A certain American hero is fast using up the credit he won at Culloden. Rumor has it that he's now 50,000 pounds in debt at the gaming tables and no one in the administration is inclined to lift a finger for him. Worse rumor has it that his simple noggin has been infected by Patriotism.
White said he would find it hard to extend me credit if the story were true. “It's nowhere near fifty thousand pounds, I can assure you,” I said,
wondering if someone in the government who had not forgiven Malcolm for his outburst against them at the Old Lodge had supplied this information to the paper. It was hardly surprising to discover we were under secret service surveillance.
“Do you have money to pay these debts?” White asked.
“I have ample funds in Amsterdam, where I've traded for years,” I lied. “Philip Hooft of the Hooft Bank will vouch for me.”
Chesley White was impressed by the Hooft name. He let me go with renewed promises of friendship and credit which I was using to make extensive purchases of cloth and other goods for the Universal Store. Robert Nicolls and his bride were in Bath, London's favorite resort, penning White letters full of gossip and good cheer. All I had to show for my scheming was George Stapleton's debt-laden estate in New Jersey and his quondam son here in London, drunkenly gambling away its value.
Back in the White Horse Inn, I found two burly fellows talking to the proprietor, John Williams. “Here's his wife,” Williams said.
The two visitors were bailiffs. They had a warrant to take Malcolm Stapleton to Old Bailey, the debtor's prison, if he could not produce the ten thousand pounds he had lost last night at Almack's, playing faro. I was tempted to let him go to jail and sail back to America without him. But how could I explain such a disgrace to our friends—much less our enemies—in New York? I could practically hear my Van Vorst relatives cackling with glee.
I told the bailiffs Malcolm had sailed for America that morning. Innkeeper John Williams loyally confirmed the lie. Upstairs, I routed him out of his drunken sleep and sent Williams rushing to the Thames's wharves to find a ship that was sailing for New York on the next tide.
“Are you happy now?” I said, showing him the bailiff's order. “You've brought us to the brink of ruin. I can't pay this without ruining my credit here in London.”
“Let them have me,” Malcolm said. “Go back to New York and forget me. Tell the boy I died of smallpox over here or some other lie that will make him at least mourn me.”
“What's
wrong
with you? Why do you want to destroy all we've tried to build?”

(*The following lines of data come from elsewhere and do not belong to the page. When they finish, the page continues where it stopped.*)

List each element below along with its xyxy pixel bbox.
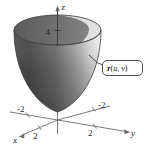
- y-tick-label-neg2: -2: [17, 104, 25, 114]
- callout-close-paren: ): [125, 64, 128, 73]
- z-axis-label: z: [61, 2, 66, 12]
- callout-label: r(u, v): [107, 64, 128, 73]
- x-axis: [19, 120, 58, 139]
- x-axis-label: x: [12, 135, 17, 145]
- y-axis-arrowhead: [124, 129, 130, 134]
- y-axis: [58, 120, 131, 134]
- y-tick-label-2: 2: [88, 128, 93, 138]
- y-axis-label: y: [130, 128, 135, 138]
- paraboloid-figure: z 4 y 2 -2 x 2 -2 r(u, v): [0, 0, 144, 147]
- x-axis-arrowhead: [19, 134, 25, 139]
- z-tick-label-4: 4: [46, 27, 51, 37]
- figure-canvas: z 4 y 2 -2 x 2 -2 r(u, v): [0, 0, 144, 147]
- x-tick-label-2: 2: [33, 131, 38, 141]
- x-tick-label-neg2: -2: [98, 100, 106, 110]
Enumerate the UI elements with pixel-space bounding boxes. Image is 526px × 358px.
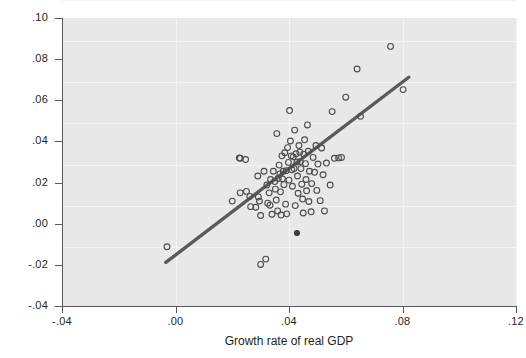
- gridline-vertical: [516, 18, 517, 306]
- y-tick-mark: [55, 59, 62, 60]
- x-tick-label: .00: [146, 316, 206, 327]
- x-axis-title: Growth rate of real GDP: [62, 334, 516, 348]
- x-tick-mark: [62, 307, 63, 313]
- y-tick-mark: [55, 183, 62, 184]
- y-tick-label: .02: [0, 177, 48, 188]
- y-tick-mark: [55, 224, 62, 225]
- gridline-vertical: [289, 18, 290, 306]
- y-tick-label: .00: [0, 218, 48, 229]
- y-tick-mark: [55, 306, 62, 307]
- x-tick-label: .12: [486, 316, 526, 327]
- x-tick-mark: [289, 307, 290, 313]
- y-tick-label: .06: [0, 94, 48, 105]
- gridline-vertical: [403, 18, 404, 306]
- gridlines: [0, 0, 526, 358]
- gridline-vertical: [176, 18, 177, 306]
- x-tick-label: -.04: [32, 316, 92, 327]
- x-tick-mark: [403, 307, 404, 313]
- y-tick-mark: [55, 141, 62, 142]
- y-tick-mark: [55, 18, 62, 19]
- y-tick-label: -.02: [0, 259, 48, 270]
- y-tick-mark: [55, 100, 62, 101]
- y-tick-label: .04: [0, 135, 48, 146]
- gridline-horizontal: [62, 0, 516, 1]
- x-tick-mark: [516, 307, 517, 313]
- y-axis-spine: [62, 18, 63, 307]
- scatter-plot-figure: -.04-.02.00.02.04.06.08.10 -.04.00.04.08…: [0, 0, 526, 358]
- y-tick-label: -.04: [0, 300, 48, 311]
- x-tick-label: .08: [373, 316, 433, 327]
- x-tick-label: .04: [259, 316, 319, 327]
- y-tick-label: .10: [0, 12, 48, 23]
- y-tick-label: .08: [0, 53, 48, 64]
- y-tick-mark: [55, 265, 62, 266]
- x-tick-mark: [176, 307, 177, 313]
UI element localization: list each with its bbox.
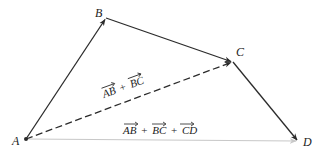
- term-cd: CD: [182, 124, 197, 136]
- vector-addition-diagram: A B C D AB + BC AB + BC + CD: [0, 0, 322, 156]
- plus-op-1: +: [141, 124, 147, 136]
- point-a-label: A: [11, 134, 20, 148]
- point-c-label: C: [236, 45, 245, 59]
- term-ab: AB: [122, 124, 137, 136]
- vector-bc: [106, 18, 231, 62]
- vector-ab: [26, 20, 105, 140]
- point-d-label: D: [302, 135, 312, 149]
- vector-ad-resultant: [26, 139, 296, 141]
- vector-cd: [233, 62, 297, 140]
- svg-text:AB + BC +: AB + BC + CD: [122, 124, 197, 136]
- term-bc: BC: [128, 74, 146, 90]
- point-a-dot: [24, 137, 28, 141]
- sum-ac-label: AB + BC: [99, 72, 146, 101]
- sum-ad-label: AB + BC + CD: [122, 122, 197, 136]
- term-bc: BC: [152, 124, 167, 136]
- plus-op: +: [118, 80, 128, 93]
- term-ab: AB: [100, 84, 118, 100]
- point-b-label: B: [95, 6, 103, 20]
- plus-op-2: +: [171, 124, 177, 136]
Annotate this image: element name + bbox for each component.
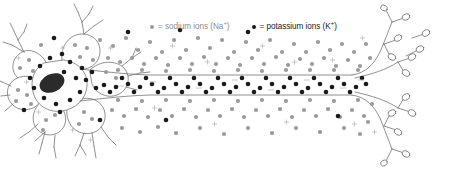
legend-item-sodium: = sodium ions (Na+) bbox=[150, 23, 230, 31]
legend: = sodium ions (Na+) = potassium ions (K+… bbox=[150, 19, 450, 35]
dendrite-upper-mid bbox=[62, 4, 103, 69]
neuron-diagram-figure: = sodium ions (Na+) = potassium ions (K+… bbox=[0, 0, 457, 171]
legend-label-sodium: = sodium ions (Na+) bbox=[158, 23, 230, 31]
dendrite-lower-mid bbox=[67, 98, 116, 158]
charge-marks-inside bbox=[118, 80, 364, 90]
sodium-ion-dot-icon bbox=[150, 25, 154, 29]
legend-label-potassium: = potassium ions (K+) bbox=[260, 23, 337, 31]
potassium-ion-dot-icon bbox=[252, 25, 256, 29]
legend-item-potassium: = potassium ions (K+) bbox=[252, 23, 337, 31]
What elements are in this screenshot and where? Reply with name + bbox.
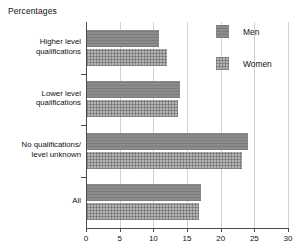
bar-women-1[interactable] (87, 100, 178, 117)
x-tick-label: 20 (216, 234, 225, 243)
legend-item-men[interactable]: Men (216, 25, 259, 38)
category-label-0: Higher levelqualifications (0, 37, 81, 56)
gridline (288, 22, 289, 228)
legend-label-men: Men (243, 27, 259, 37)
x-tick-label: 5 (117, 234, 121, 243)
category-label-line: All (0, 196, 81, 206)
bar-men-3[interactable] (87, 184, 201, 201)
category-label-line: Lower level (0, 89, 81, 99)
chart-title: Percentages (8, 6, 57, 16)
legend-swatch-women-icon (216, 57, 229, 70)
legend-item-women[interactable]: Women (216, 57, 272, 70)
x-tick (254, 228, 255, 232)
bar-men-1[interactable] (87, 81, 180, 98)
chart-container: Percentages 051015202530 Higher levelqua… (0, 0, 307, 252)
category-label-2: No qualifications/level unknown (0, 140, 81, 159)
gridline (221, 22, 222, 228)
category-label-line: No qualifications/ (0, 140, 81, 150)
category-label-line: level unknown (0, 150, 81, 160)
y-tick (81, 177, 86, 178)
x-tick-label: 10 (149, 234, 158, 243)
category-label-line: qualifications (0, 98, 81, 108)
bar-women-3[interactable] (87, 203, 199, 220)
x-tick-label: 15 (183, 234, 192, 243)
x-tick (153, 228, 154, 232)
x-tick-label: 30 (284, 234, 293, 243)
x-tick (288, 228, 289, 232)
bar-women-0[interactable] (87, 49, 167, 66)
x-tick (187, 228, 188, 232)
x-tick-label: 25 (250, 234, 259, 243)
category-label-1: Lower levelqualifications (0, 89, 81, 108)
category-label-line: Higher level (0, 37, 81, 47)
bar-men-2[interactable] (87, 133, 248, 150)
x-tick (86, 228, 87, 232)
x-tick-label: 0 (84, 234, 88, 243)
legend-swatch-men-icon (216, 25, 229, 38)
bar-women-2[interactable] (87, 152, 242, 169)
category-label-line: qualifications (0, 47, 81, 57)
gridline (254, 22, 255, 228)
x-tick (120, 228, 121, 232)
y-tick (81, 125, 86, 126)
category-label-3: All (0, 196, 81, 206)
x-tick (221, 228, 222, 232)
y-tick (81, 74, 86, 75)
legend-label-women: Women (243, 59, 272, 69)
bar-men-0[interactable] (87, 30, 159, 47)
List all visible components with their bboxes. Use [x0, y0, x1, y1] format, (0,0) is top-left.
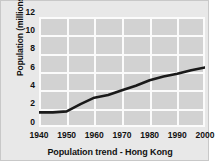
- y-tick-label: 2: [15, 99, 35, 108]
- y-tick-label: 6: [15, 63, 35, 72]
- y-tick-label: 10: [15, 26, 35, 35]
- y-tick-label: 0: [15, 118, 35, 127]
- y-tick-label: 8: [15, 44, 35, 53]
- chart-figure: Population (millions) 0 2 4 6 8 10 12 19…: [0, 0, 209, 161]
- y-tick-label: 12: [15, 8, 35, 17]
- x-tick-label: 2000: [188, 130, 216, 140]
- y-axis-tick-labels: 0 2 4 6 8 10 12: [15, 12, 35, 132]
- plot-area: [39, 17, 205, 127]
- population-line-series: [39, 17, 205, 127]
- x-axis-tick-labels: 1940 1950 1960 1970 1980 1990 2000: [39, 130, 205, 142]
- chart-title: Population trend - Hong Kong: [15, 147, 205, 158]
- y-tick-label: 4: [15, 81, 35, 90]
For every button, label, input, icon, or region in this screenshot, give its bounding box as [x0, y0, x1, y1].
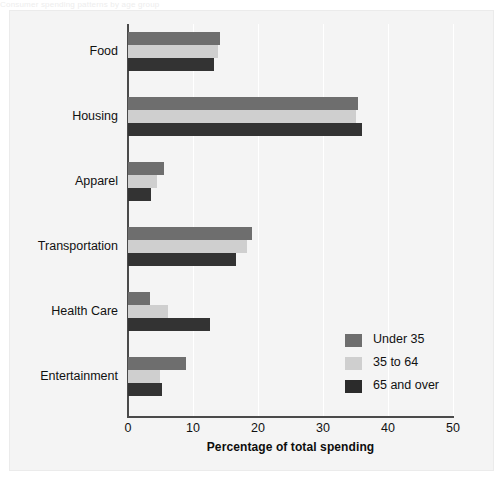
legend-swatch	[345, 357, 362, 370]
bar	[128, 357, 186, 370]
x-axis-title: Percentage of total spending	[128, 440, 453, 454]
legend: Under 3535 to 6465 and over	[345, 330, 477, 399]
legend-label: 35 to 64	[373, 355, 418, 369]
legend-swatch	[345, 380, 362, 393]
bar	[128, 383, 162, 396]
x-tick-label: 10	[173, 421, 213, 435]
bar	[128, 45, 218, 58]
bar	[128, 188, 151, 201]
bar-group	[128, 227, 453, 266]
x-axis-line	[127, 416, 454, 418]
bar	[128, 123, 362, 136]
legend-item: 65 and over	[345, 376, 477, 399]
bar	[128, 240, 247, 253]
x-tick-label: 40	[368, 421, 408, 435]
bar	[128, 32, 220, 45]
bar	[128, 110, 356, 123]
bar	[128, 97, 358, 110]
bar	[128, 227, 252, 240]
legend-item: Under 35	[345, 330, 477, 353]
bar	[128, 292, 150, 305]
chart-figure: Consumer spending patterns by age group …	[0, 0, 503, 480]
category-label-housing: Housing	[8, 109, 118, 123]
bar-group	[128, 162, 453, 201]
legend-label: Under 35	[373, 332, 424, 346]
bar	[128, 58, 214, 71]
category-label-apparel: Apparel	[8, 174, 118, 188]
bar	[128, 175, 157, 188]
x-tick-label: 0	[108, 421, 148, 435]
bar-group	[128, 97, 453, 136]
bar-group	[128, 292, 453, 331]
x-tick-label: 50	[433, 421, 473, 435]
category-label-health-care: Health Care	[8, 304, 118, 318]
category-label-food: Food	[8, 44, 118, 58]
category-label-entertainment: Entertainment	[8, 369, 118, 383]
category-label-transportation: Transportation	[8, 239, 118, 253]
clipped-figure-title: Consumer spending patterns by age group	[0, 0, 503, 9]
bar	[128, 318, 210, 331]
bar	[128, 253, 236, 266]
legend-label: 65 and over	[373, 378, 439, 392]
legend-item: 35 to 64	[345, 353, 477, 376]
bar	[128, 305, 168, 318]
x-tick-label: 20	[238, 421, 278, 435]
bar	[128, 370, 160, 383]
bar-group	[128, 32, 453, 71]
legend-swatch	[345, 334, 362, 347]
x-tick-label: 30	[303, 421, 343, 435]
bar	[128, 162, 164, 175]
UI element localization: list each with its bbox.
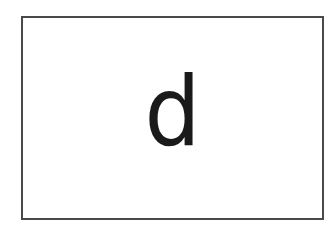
letter-glyph: d <box>144 64 200 160</box>
letter-display: d <box>23 18 322 218</box>
letter-card: d <box>21 16 324 220</box>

Finally, he told me what he had learned in Scotland about his real father. “Don't you see what I've done?” he said. “Betrayed my own people, spilled their blood in the name of a gang of plunderers like Walpole and Pelham.” Marrying me was of a piece with this theme of moral capitulation. He reiterated his comparison of my ethics and the Great Corrupter and his crew. “Between you, you've made me a traitor to everything I believe,” he raved.
“I think God—or whoever runs this miserable disordered world—is far more responsible,” I said.
Even if he were not accusing me, I could not have sympathized with him. Perhaps it was my Seneca contempt for pain, perhaps it was the bitterness my uncle Johannes and Robert Nicolls had steeped in my soul, but I was incapable of tolerating weakness. It seemed especially offensive to discover it in the spirit of this gigantic man whom I had chosen as my protector, my prize in the lottery of love.
I could not help him. I could not even bear the sight of him. I summoned Hartshorne to persuade him to flee. The colonel continued to assume Malcolm's funk was caused by the way the Patriot Party had collapsed. With that marvelous ability to turn his opinions inside out, Hartshorne assured Malcolm patriotism was moonshine and eventually grown men faced up to that hard truth. He added a graphic portrait of the sordid life of debtor's prison. He himself was rejoining his regiment in Scotland to escape the bailiffs on his trail.